A portrait lives in the details. Not just the lighting or the lens, but the crease in your collar, the line of your beard, the state of your hands in frame. I have made portraits long enough to know that the difference between a good image and a great one is almost never technical.
It is the small things. The things people forget until the camera is up.
What you wear matters more than you think.
Solid colors read better on camera than busy patterns. A well-fitted jacket or blazer immediately communicates authority. Avoid anything with logos or graphics unless it is central to your identity. What you wear should support you, not compete with you for attention in the frame.
If you are doing a headshot for professional use, wear what you would wear to the most important meeting of your year. Not what you wear every day. Not what is comfortable. What communicates who you are at your best.
Grooming is part of the session.
Get a haircut three to five days before your session. Fresh enough to look clean, rested enough that it does not look brand new. If you color your hair, time your appointment so the color is at its best, not freshly processed and not showing significant grow-out.
For men: shape your beard or go clean. In-between is the enemy. A well-defined beard reads as intentional. Three days of growth with no definition reads as unprepared.
For everyone: moisturize. Camera lighting is unforgiving on dry skin, especially in Columbus winters. Start the week before your session, not the morning of.
Your hands are always in the frame.
Even when they are not. How you hold yourself, where your hands land, whether your shoulders are carrying tension — all of it shows up. Before your session, do something that relaxes you. A walk. Music. Whatever brings your body back to neutral.
I always give direction during the session. But the people who come in already settled are the ones who get the best frames in the first ten minutes rather than the last ten.
Rest is non-negotiable.
Sleep the night before. Hydrate the morning of. Skip the alcohol the night before if you can. Your eyes will tell on you. The camera will too.
None of this is about vanity. It is about showing up as the version of yourself you want documented. A portrait is a record. Make sure the record is accurate.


WHAT YOU NEED TO DO –
Print every line below. Match each one exactly.
==== MATERIAL SUPPLIED
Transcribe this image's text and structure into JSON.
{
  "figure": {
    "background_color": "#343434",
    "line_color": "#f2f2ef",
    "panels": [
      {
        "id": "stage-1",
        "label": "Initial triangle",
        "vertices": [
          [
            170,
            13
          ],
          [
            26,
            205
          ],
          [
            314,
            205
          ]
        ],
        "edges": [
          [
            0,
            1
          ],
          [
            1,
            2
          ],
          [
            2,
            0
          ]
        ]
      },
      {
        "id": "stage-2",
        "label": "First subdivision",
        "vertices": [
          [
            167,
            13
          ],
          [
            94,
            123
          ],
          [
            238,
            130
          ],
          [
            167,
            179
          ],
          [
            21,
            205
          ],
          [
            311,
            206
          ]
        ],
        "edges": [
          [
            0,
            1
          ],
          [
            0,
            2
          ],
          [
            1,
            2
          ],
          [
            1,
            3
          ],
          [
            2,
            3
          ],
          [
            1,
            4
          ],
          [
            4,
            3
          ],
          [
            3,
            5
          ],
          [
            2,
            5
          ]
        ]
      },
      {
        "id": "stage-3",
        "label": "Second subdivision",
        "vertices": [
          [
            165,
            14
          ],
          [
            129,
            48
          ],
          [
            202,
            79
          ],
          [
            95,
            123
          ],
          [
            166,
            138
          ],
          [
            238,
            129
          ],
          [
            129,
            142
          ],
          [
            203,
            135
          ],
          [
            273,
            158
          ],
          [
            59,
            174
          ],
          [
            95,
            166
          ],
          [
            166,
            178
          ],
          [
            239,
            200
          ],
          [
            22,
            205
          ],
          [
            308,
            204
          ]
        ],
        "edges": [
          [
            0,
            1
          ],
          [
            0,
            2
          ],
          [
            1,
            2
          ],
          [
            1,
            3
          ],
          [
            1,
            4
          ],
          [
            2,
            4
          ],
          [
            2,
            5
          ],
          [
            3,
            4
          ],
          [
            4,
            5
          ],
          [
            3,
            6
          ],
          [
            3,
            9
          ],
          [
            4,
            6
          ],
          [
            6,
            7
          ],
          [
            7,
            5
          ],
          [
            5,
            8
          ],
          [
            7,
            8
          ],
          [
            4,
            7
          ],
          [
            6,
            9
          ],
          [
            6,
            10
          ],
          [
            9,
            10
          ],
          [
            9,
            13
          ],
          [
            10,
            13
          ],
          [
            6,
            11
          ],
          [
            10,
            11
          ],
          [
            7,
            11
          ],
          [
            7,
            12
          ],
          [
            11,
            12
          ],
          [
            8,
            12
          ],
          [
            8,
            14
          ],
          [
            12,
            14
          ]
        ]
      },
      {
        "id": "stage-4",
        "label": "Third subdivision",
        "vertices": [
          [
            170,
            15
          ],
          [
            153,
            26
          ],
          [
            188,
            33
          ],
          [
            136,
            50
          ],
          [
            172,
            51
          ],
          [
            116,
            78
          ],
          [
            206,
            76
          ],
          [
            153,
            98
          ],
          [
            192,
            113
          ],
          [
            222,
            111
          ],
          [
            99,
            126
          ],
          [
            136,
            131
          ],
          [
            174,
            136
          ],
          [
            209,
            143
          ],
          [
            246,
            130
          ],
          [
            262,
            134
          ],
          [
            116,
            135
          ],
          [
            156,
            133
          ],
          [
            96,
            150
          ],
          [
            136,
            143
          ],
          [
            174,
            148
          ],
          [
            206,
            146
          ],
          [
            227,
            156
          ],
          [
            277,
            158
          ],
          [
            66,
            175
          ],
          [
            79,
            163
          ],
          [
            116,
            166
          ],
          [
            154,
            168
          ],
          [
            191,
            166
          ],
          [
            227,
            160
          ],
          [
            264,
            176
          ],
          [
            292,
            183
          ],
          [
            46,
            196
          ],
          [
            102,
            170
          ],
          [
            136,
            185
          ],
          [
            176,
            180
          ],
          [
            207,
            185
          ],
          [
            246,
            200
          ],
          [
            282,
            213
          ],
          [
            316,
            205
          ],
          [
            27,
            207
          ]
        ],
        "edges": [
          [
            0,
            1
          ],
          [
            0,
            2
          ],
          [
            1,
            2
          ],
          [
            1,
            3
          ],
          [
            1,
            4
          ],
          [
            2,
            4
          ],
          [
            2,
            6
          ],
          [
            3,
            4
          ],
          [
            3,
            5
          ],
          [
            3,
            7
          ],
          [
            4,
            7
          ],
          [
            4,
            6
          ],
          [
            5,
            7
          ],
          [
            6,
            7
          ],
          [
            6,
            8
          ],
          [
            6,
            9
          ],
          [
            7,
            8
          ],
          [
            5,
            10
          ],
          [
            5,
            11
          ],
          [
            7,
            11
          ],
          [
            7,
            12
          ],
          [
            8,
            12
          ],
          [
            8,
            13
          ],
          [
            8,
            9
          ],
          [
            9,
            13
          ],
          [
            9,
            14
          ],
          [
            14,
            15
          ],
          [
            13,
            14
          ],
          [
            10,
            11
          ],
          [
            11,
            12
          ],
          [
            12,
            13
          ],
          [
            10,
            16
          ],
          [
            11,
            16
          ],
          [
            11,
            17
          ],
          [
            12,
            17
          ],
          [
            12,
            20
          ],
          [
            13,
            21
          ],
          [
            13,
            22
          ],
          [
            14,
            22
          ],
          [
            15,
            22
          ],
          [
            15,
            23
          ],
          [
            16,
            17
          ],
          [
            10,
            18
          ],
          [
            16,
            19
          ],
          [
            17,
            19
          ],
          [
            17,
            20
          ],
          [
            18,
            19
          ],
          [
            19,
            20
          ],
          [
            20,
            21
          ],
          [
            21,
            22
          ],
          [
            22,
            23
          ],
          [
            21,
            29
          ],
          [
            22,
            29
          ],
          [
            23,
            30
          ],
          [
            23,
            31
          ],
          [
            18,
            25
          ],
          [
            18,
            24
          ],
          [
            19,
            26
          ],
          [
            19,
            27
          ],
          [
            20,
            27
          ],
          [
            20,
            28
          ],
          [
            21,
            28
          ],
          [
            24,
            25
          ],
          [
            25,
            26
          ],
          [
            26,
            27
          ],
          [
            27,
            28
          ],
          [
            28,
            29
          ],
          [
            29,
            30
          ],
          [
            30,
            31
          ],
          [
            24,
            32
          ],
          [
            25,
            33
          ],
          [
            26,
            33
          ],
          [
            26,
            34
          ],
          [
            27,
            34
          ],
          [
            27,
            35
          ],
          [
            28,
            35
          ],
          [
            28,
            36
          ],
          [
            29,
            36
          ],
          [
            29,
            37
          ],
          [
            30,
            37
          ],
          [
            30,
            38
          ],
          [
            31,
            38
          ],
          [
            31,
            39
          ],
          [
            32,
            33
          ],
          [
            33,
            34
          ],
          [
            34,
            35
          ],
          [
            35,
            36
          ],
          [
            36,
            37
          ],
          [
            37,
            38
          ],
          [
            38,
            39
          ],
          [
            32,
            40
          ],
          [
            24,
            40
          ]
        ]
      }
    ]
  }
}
========
RESULT –
Transcribe this image's text and structure into JSON.
{
  "figure": {
    "background_color": "#343434",
    "line_color": "#f2f2ef",
    "panels": [
      {
        "id": "stage-1",
        "label": "Initial triangle",
        "vertices": [
          [
            170,
            13
          ],
          [
            26,
            205
          ],
          [
            314,
            205
          ]
        ],
        "edges": [
          [
            0,
            1
          ],
          [
            1,
            2
          ],
          [
            2,
            0
          ]
        ]
      },
      {
        "id": "stage-2",
        "label": "First subdivision",
        "vertices": [
          [
            167,
            13
          ],
          [
            94,
            123
          ],
          [
            238,
            130
          ],
          [
            167,
            179
          ],
          [
            21,
            205
          ],
          [
            311,
            206
          ]
        ],
        "edges": [
          [
            0,
            1
          ],
          [
            0,
            2
          ],
          [
            1,
            2
          ],
          [
            1,
            3
          ],
          [
            2,
            3
          ],
          [
            1,
            4
          ],
          [
            4,
            3
          ],
          [
            3,
            5
          ],
          [
            2,
            5
          ]
        ]
      },
      {
        "id": "stage-3",
        "label": "Second subdivision",
        "vertices": [
          [
            165,
            14
          ],
          [
            129,
            48
          ],
          [
            202,
            79
          ],
          [
            95,
            123
          ],
          [
            166,
            138
          ],
          [
            238,
            129
          ],
          [
            129,
            142
          ],
          [
            203,
            135
          ],
          [
            273,
            158
          ],
          [
            59,
            174
          ],
          [
            95,
            166
          ],
          [
            166,
            178
          ],
          [
            239,
            200
          ],
          [
            22,
            205
          ],
          [
            308,
            204
          ]
        ],
        "edges": [
          [
            0,
            1
          ],
          [
            0,
            2
          ],
          [
            1,
            2
          ],
          [
            1,
            3
          ],
          [
            1,
            4
          ],
          [
            2,
            4
          ],
          [
            2,
            5
          ],
          [
            3,
            4
          ],
          [
            4,
            5
          ],
          [
            3,
            6
          ],
          [
            3,
            9
          ],
          [
            4,
            6
          ],
          [
            6,
            7
          ],
          [
            7,
            5
          ],
          [
            5,
            8
          ],
          [
            7,
            8
          ],
          [
            4,
            7
          ],
          [
            6,
            9
          ],
          [
            6,
            10
          ],
          [
            9,
            10
          ],
          [
            9,
            13
          ],
          [
            10,
            13
          ],
          [
            6,
            11
          ],
          [
            10,
            11
          ],
          [
            7,
            11
          ],
          [
            7,
            12
          ],
          [
            11,
            12
          ],
          [
            8,
            12
          ],
          [
            8,
            14
          ],
          [
            12,
            14
          ]
        ]
      },
      {
        "id": "stage-4",
        "label": "Third subdivision",
        "vertices": [
          [
            170,
            15
          ],
          [
            153,
            26
          ],
          [
            188,
            33
          ],
          [
            136,
            50
          ],
          [
            172,
            51
          ],
          [
            116,
            78
          ],
          [
            206,
            76
          ],
          [
            153,
            98
          ],
          [
            192,
            113
          ],
          [
            222,
            111
          ],
          [
            99,
            126
          ],
          [
            136,
            131
          ],
          [
            174,
            136
          ],
          [
            209,
            143
          ],
          [
            246,
            130
          ],
          [
            262,
            134
          ],
          [
            116,
            135
          ],
          [
            156,
            133
          ],
          [
            96,
            150
          ],
          [
            136,
            143
          ],
          [
            174,
            148
          ],
          [
            206,
            146
          ],
          [
            227,
            156
          ],
          [
            277,
            158
          ],
          [
            66,
            175
          ],
          [
            79,
            163
          ],
          [
            116,
            166
          ],
          [
            154,
            168
          ],
          [
            191,
            166
          ],
          [
            227,
            160
          ],
          [
            264,
            176
          ],
          [
            292,
            183
          ],
          [
            46,
            196
          ],
          [
            102,
            170
          ],
          [
            136,
            185
          ],
          [
            176,
            180
          ],
          [
            207,
            185
          ],
          [
            246,
            200
          ],
          [
            282,
            213
          ],
          [
            316,
            205
          ],
          [
            27,
            207
          ]
        ],
        "edges": [
          [
            0,
            1
          ],
          [
            0,
            2
          ],
          [
            1,
            2
          ],
          [
            1,
            3
          ],
          [
            1,
            4
          ],
          [
            2,
            4
          ],
          [
            2,
            6
          ],
          [
            3,
            4
          ],
          [
            3,
            5
          ],
          [
            3,
            7
          ],
          [
            4,
            7
          ],
          [
            4,
            6
          ],
          [
            5,
            7
          ],
          [
            6,
            7
          ],
          [
            6,
            8
          ],
          [
            6,
            9
          ],
          [
            7,
            8
          ],
          [
            5,
            10
          ],
          [
            5,
            11
          ],
          [
            7,
            11
          ],
          [
            7,
            12
          ],
          [
            8,
            12
          ],
          [
            8,
            13
          ],
          [
            8,
            9
          ],
          [
            9,
            13
          ],
          [
            9,
            14
          ],
          [
            14,
            15
          ],
          [
            13,
            14
          ],
          [
            10,
            11
          ],
          [
            11,
            12
          ],
          [
            12,
            13
          ],
          [
            10,
            16
          ],
          [
            11,
            16
          ],
          [
            11,
            17
          ],
          [
            12,
            17
          ],
          [
            12,
            20
          ],
          [
            13,
            21
          ],
          [
            13,
            22
          ],
          [
            14,
            22
          ],
          [
            15,
            22
          ],
          [
            15,
            23
          ],
          [
            16,
            17
          ],
          [
            10,
            18
          ],
          [
            16,
            19
          ],
          [
            17,
            19
          ],
          [
            17,
            20
          ],
          [
            18,
            19
          ],
          [
            19,
            20
          ],
          [
            20,
            21
          ],
          [
            21,
            22
          ],
          [
            22,
            23
          ],
          [
            21,
            29
          ],
          [
            22,
            29
          ],
          [
            23,
            30
          ],
          [
            23,
            31
          ],
          [
            18,
            25
          ],
          [
            18,
            24
          ],
          [
            19,
            26
          ],
          [
            19,
            27
          ],
          [
            20,
            27
          ],
          [
            20,
            28
          ],
          [
            21,
            28
          ],
          [
            24,
            25
          ],
          [
            25,
            26
          ],
          [
            26,
            27
          ],
          [
            27,
            28
          ],
          [
            28,
            29
          ],
          [
            29,
            30
          ],
          [
            30,
            31
          ],
          [
            24,
            32
          ],
          [
            25,
            33
          ],
          [
            26,
            33
          ],
          [
            26,
            34
          ],
          [
            27,
            34
          ],
          [
            27,
            35
          ],
          [
            28,
            35
          ],
          [
            28,
            36
          ],
          [
            29,
            36
          ],
          [
            29,
            37
          ],
          [
            30,
            37
          ],
          [
            30,
            38
          ],
          [
            31,
            38
          ],
          [
            31,
            39
          ],
          [
            32,
            33
          ],
          [
            33,
            34
          ],
          [
            34,
            35
          ],
          [
            35,
            36
          ],
          [
            36,
            37
          ],
          [
            37,
            38
          ],
          [
            38,
            39
          ],
          [
            32,
            40
          ],
          [
            24,
            40
          ]
        ]
      }
    ]
  }
}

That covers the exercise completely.